A Review of Alice Kaplan’s The Collaborator

Eddie Ryan
3 min readJan 26, 2021

The Collaborator: The Trial and Execution of Robert Brasillach. By Alice Kaplan (Chicago, the University of Chicago Press, 2000) 308 pp. $26.00 cloth £17.50 paper

On February 6, 1945, a French writer convicted of treason was shot by firing squad, exclaiming “Long live France anyway!” (Kaplan, 210). This occurred as Charles de Gaulle endeavored to cleanse his liberated France of the dishonor and tragedy of its World War II experiences. Set in the context of German occupation and the Vichy Regime, The Collaborator chronicles the writings and political activities of Robert Brasillach, a renowned literary critic, novelist, and journalist with fascist allegiances.

Through a comprehensive examination of Brasillach’s life and of the tumultuous history of his beloved France, Kaplan enables the reader to draw informed conclusions about his controversial execution. She addresses the death of Brasillach’s father (a general), his closeness to his sister, and his prowess for insult during his upbringing; his prestigious Ecole Normale education and his desire for male companionship; and, his separate but sometimes interwoven evolutions as an incisive literary critic, a sentimental novelist, and a fascist journalist.

In her analysis of Brasillach’s trial, Kaplan underscores France’s complex position during the Purge-era, when trials were conducted rapidly by the Liberation government against former collaborators. Though she recounts efforts to assemble a “clean magistrature” free of collaborators and touts prosecutor Marcel Reboul’s eloquence and rectitude, Kaplan acknowledges the messy nature of these Purge trials. This owed to substantial continuity between the Vichy magistrature and the Liberation government magistrature (Kaplan, 94). She also describes the partiality introduced by the trial’s four jurors, something largely ignored by preceding scholars: each suburban man harbored Resistance sympathies and lacked the appreciation for Brasillach’s high-brow literary talent held by his upper-class “Fifth Column” supporters (Kaplan, 184).

Relying largely on Brasillach’s writings, redacted versions published by his brother-in-law, legal dossiers, interviews, court transcripts, and works of other writers, Kaplan explores the contradictions within his writing and personality: his capacity for unyielding critique paired with excessive literary sentimentality, the implications of homosexuality and “a homoerotic attraction to the rituals of fascism” which emerged from his love of masculinity, and the perversion of his patriotism into Germanophilia (Kaplan, 8).

For Kaplan, despite Brasillach’s intellectual crimes, his execution was an unjust reflection of Purge hysteria that counterproductively gifted the extreme right with a martyr (Kaplan, 234). Exposing the evil and distorted reality of much of Brasillach’s journalism and fascist-influenced work, Kaplan is equally scrupulous — and rightfully so — in revealing the systemic legal and governmental imperfections that contributed to his execution. Given the strong distaste for Brasillach she reveals, this is noble of her.

Although The Collaborator provides highly relevant insight for historians, it is not an exclusively academic text; rather, this book’s strengths are its narrative flow and accessibility to all interested in Vichy and post WWII-era France. No scholar has deconstructed the Brasillach trial and all of its facets — from Brasillach’s life and essence to the lives of his jurors, lawyer, and prosecutor — in such depth. Kaplan thus offers her captivating assessment of the gray areas of justice as a case study and a crucial guide for the future.

Eddie Ryan, University of Illinois at Urbana-Champaign

Sign up to discover human stories that deepen your understanding of the world.

Free

Distraction-free reading. No ads.

Organize your knowledge with lists and highlights.

Tell your story. Find your audience.

Membership

Read member-only stories

Support writers you read most

Earn money for your writing

Listen to audio narrations

Read offline with the Medium app

Eddie Ryan
Eddie Ryan

Written by Eddie Ryan

History and Economics major, Spanish and Philosophy minor at the University of Illinois at Urbana Champaign. Elmhurst, Illinois.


▶ _The task_: Reproduce the entries word for word, and omit any picture you find in them.

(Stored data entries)
+-------+
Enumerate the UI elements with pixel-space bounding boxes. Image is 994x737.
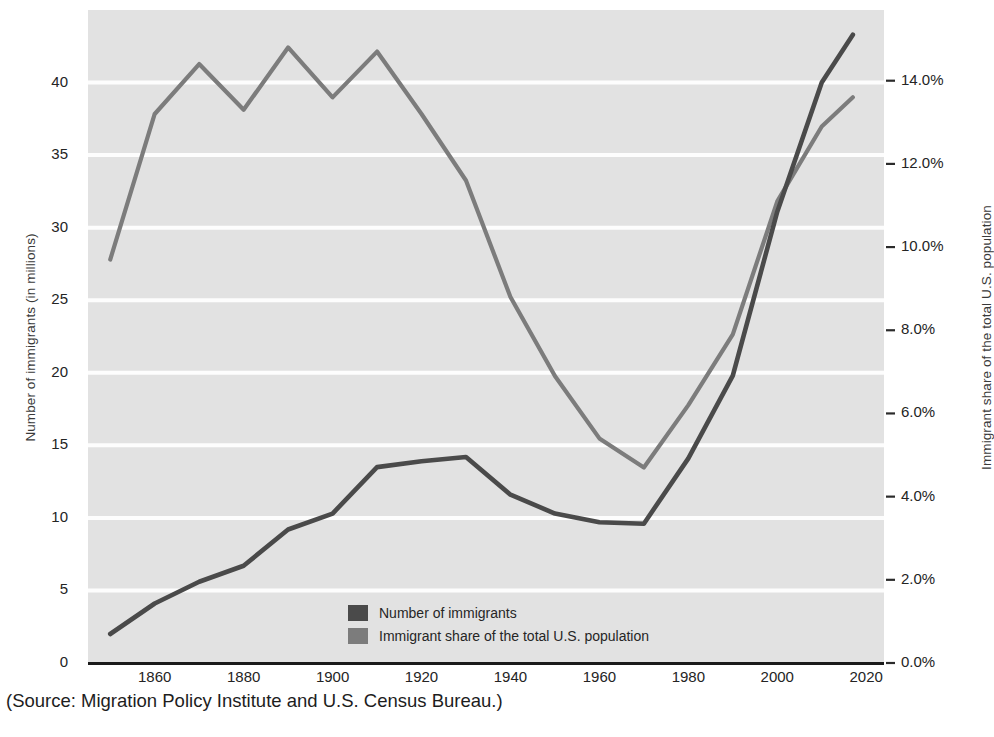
y-axis-right-tick-label: 0.0%: [901, 653, 971, 670]
legend-label-number-of-immigrants: Number of immigrants: [379, 606, 517, 620]
x-axis-tick-label: 2020: [831, 668, 901, 685]
y-axis-right-title: Immigrant share of the total U.S. popula…: [979, 158, 994, 518]
y-axis-left-tick-label: 35: [24, 145, 68, 162]
x-axis-tick-label: 1920: [387, 668, 457, 685]
x-axis-tick-label: 1880: [209, 668, 279, 685]
y-axis-left-tick-label: 0: [24, 653, 68, 670]
source-caption: (Source: Migration Policy Institute and …: [6, 690, 503, 712]
x-axis-tick-label: 1900: [298, 668, 368, 685]
y-axis-right-tick-label: 2.0%: [901, 570, 971, 587]
y-axis-left-tick-label: 5: [24, 580, 68, 597]
y-axis-left-tick-label: 25: [24, 290, 68, 307]
y-axis-right-tick-label: 8.0%: [901, 320, 971, 337]
y-axis-right-tick-label: 12.0%: [901, 154, 971, 171]
y-axis-left-title: Number of immigrants (in millions): [23, 158, 38, 518]
x-axis-tick-label: 1980: [653, 668, 723, 685]
x-axis-tick-label: 1860: [120, 668, 190, 685]
x-axis-tick-label: 2000: [742, 668, 812, 685]
y-axis-right-tick-label: 4.0%: [901, 487, 971, 504]
y-axis-right-tick-label: 6.0%: [901, 403, 971, 420]
plot-background: [88, 10, 884, 663]
y-axis-left-tick-label: 10: [24, 508, 68, 525]
right-axis-tick-marks: [886, 81, 895, 663]
y-axis-left-tick-label: 40: [24, 73, 68, 90]
chart-legend: Number of immigrants Immigrant share of …: [348, 601, 649, 647]
legend-item-number-of-immigrants: Number of immigrants: [348, 601, 649, 624]
x-axis-tick-label: 1960: [564, 668, 634, 685]
legend-item-immigrant-share: Immigrant share of the total U.S. popula…: [348, 624, 649, 647]
y-axis-left-tick-label: 20: [24, 363, 68, 380]
x-axis-tick-label: 1940: [475, 668, 545, 685]
y-axis-right-tick-label: 14.0%: [901, 71, 971, 88]
y-axis-left-tick-label: 15: [24, 435, 68, 452]
y-axis-right-tick-label: 10.0%: [901, 237, 971, 254]
legend-swatch-number-of-immigrants: [348, 605, 368, 621]
legend-label-immigrant-share: Immigrant share of the total U.S. popula…: [379, 629, 649, 643]
y-axis-left-tick-label: 30: [24, 218, 68, 235]
legend-swatch-immigrant-share: [348, 628, 368, 644]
+-------+
▶ _Exercise result_:
Enumerate the UI elements with pixel-space bounding boxes. Image is 994x737.
y-axis-right-tick-label: 0.0%: [901, 653, 971, 670]
legend-label-number-of-immigrants: Number of immigrants: [379, 606, 517, 620]
x-axis-tick-label: 2020: [831, 668, 901, 685]
y-axis-right-title: Immigrant share of the total U.S. popula…: [979, 158, 994, 518]
y-axis-left-tick-label: 35: [24, 145, 68, 162]
x-axis-tick-label: 1920: [387, 668, 457, 685]
x-axis-tick-label: 1880: [209, 668, 279, 685]
y-axis-left-tick-label: 0: [24, 653, 68, 670]
source-caption: (Source: Migration Policy Institute and …: [6, 690, 503, 712]
x-axis-tick-label: 1900: [298, 668, 368, 685]
y-axis-right-tick-label: 2.0%: [901, 570, 971, 587]
y-axis-left-tick-label: 5: [24, 580, 68, 597]
y-axis-left-tick-label: 25: [24, 290, 68, 307]
y-axis-right-tick-label: 8.0%: [901, 320, 971, 337]
y-axis-right-tick-label: 12.0%: [901, 154, 971, 171]
y-axis-left-title: Number of immigrants (in millions): [23, 158, 38, 518]
x-axis-tick-label: 1980: [653, 668, 723, 685]
x-axis-tick-label: 1860: [120, 668, 190, 685]
x-axis-tick-label: 2000: [742, 668, 812, 685]
y-axis-right-tick-label: 4.0%: [901, 487, 971, 504]
y-axis-right-tick-label: 6.0%: [901, 403, 971, 420]
plot-background: [88, 10, 884, 663]
y-axis-left-tick-label: 10: [24, 508, 68, 525]
right-axis-tick-marks: [886, 81, 895, 663]
y-axis-left-tick-label: 40: [24, 73, 68, 90]
chart-legend: Number of immigrants Immigrant share of …: [348, 601, 649, 647]
legend-item-number-of-immigrants: Number of immigrants: [348, 601, 649, 624]
x-axis-tick-label: 1960: [564, 668, 634, 685]
legend-item-immigrant-share: Immigrant share of the total U.S. popula…: [348, 624, 649, 647]
y-axis-left-tick-label: 20: [24, 363, 68, 380]
x-axis-tick-label: 1940: [475, 668, 545, 685]
y-axis-right-tick-label: 14.0%: [901, 71, 971, 88]
y-axis-left-tick-label: 15: [24, 435, 68, 452]
y-axis-right-tick-label: 10.0%: [901, 237, 971, 254]
legend-swatch-number-of-immigrants: [348, 605, 368, 621]
legend-label-immigrant-share: Immigrant share of the total U.S. popula…: [379, 629, 649, 643]
y-axis-left-tick-label: 30: [24, 218, 68, 235]
legend-swatch-immigrant-share: [348, 628, 368, 644]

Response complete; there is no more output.